Identifying novel phenotypes of vulnerability and resistance to activity-based anorexia in adolescent female rats
- PMID: 23853140
- PMCID: PMC5783190
- DOI: 10.1002/eat.22149
Identifying novel phenotypes of vulnerability and resistance to activity-based anorexia in adolescent female rats
Abstract
Objective: Activity-based anorexia is a translational rodent model that results in severe weight loss, hyperactivity, and voluntary self-starvation. The goal of our investigation was to identify vulnerable and resistant phenotypes of activity-based anorexia in adolescent female rats.
Method: Sprague-Dawley rats were maintained under conditions of restricted access to food (N = 64; or unlimited access, N = 16) until experimental exit, predefined as a target weight loss of 30-35% or meeting predefined criteria for animal health. Nonlinear mixed effects statistical modeling was used to describe wheel running behavior, time to event analysis was used to assess experimental exit, and a regressive partitioning algorithm was used to classify phenotypes.

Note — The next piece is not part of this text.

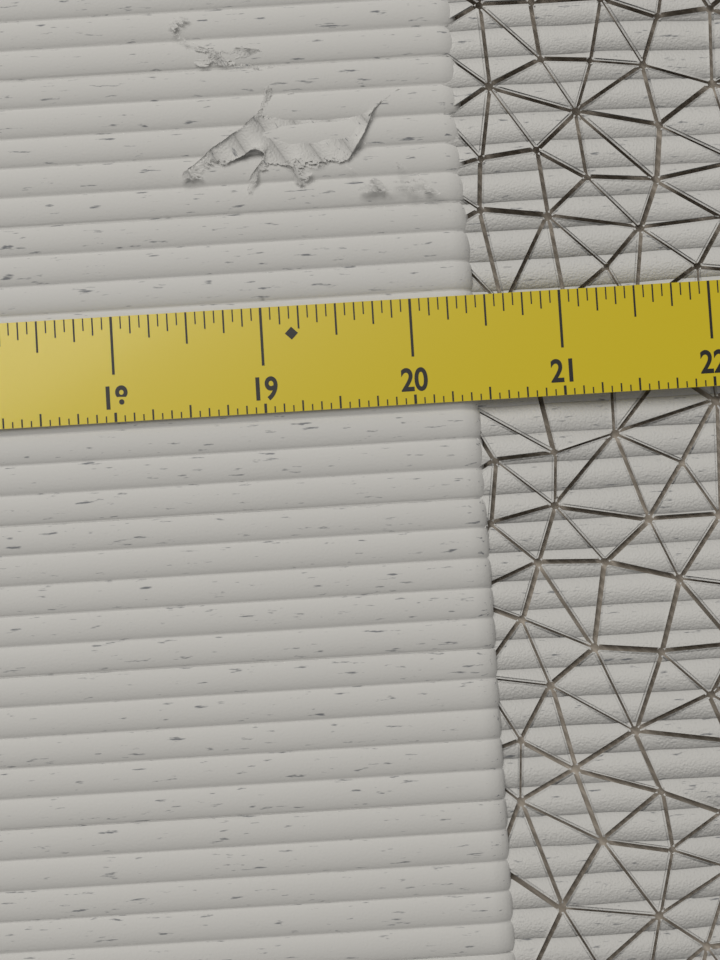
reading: 20.4375 in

Results: Objective criteria were identified for distinguishing novel phenotypes of activity-based anorexia, including a vulnerable phenotype that conferred maximal hyperactivity, minimal food intake, and the shortest time to experimental exit, and a resistant phenotype that conferred minimal activity and the longest time to experimental exit.
Discussion: The identification of objective criteria for defining vulnerable and resistant phenotypes of activity-based anorexia in adolescent female rats provides an important framework for studying the neural mechanisms that promote vulnerability to or protection against the development of self-starvation and hyperactivity during adolescence. Ultimately, future studies using these novel phenotypes may provide important translational insights into the mechanisms that promote these maladaptive behaviors characteristic of anorexia nervosa.
Keywords: activity-based anorexia; adolescence; animal model; anorexia nervosa; exercise; food restriction; hyperactivity; rat; resistance; vulnerability.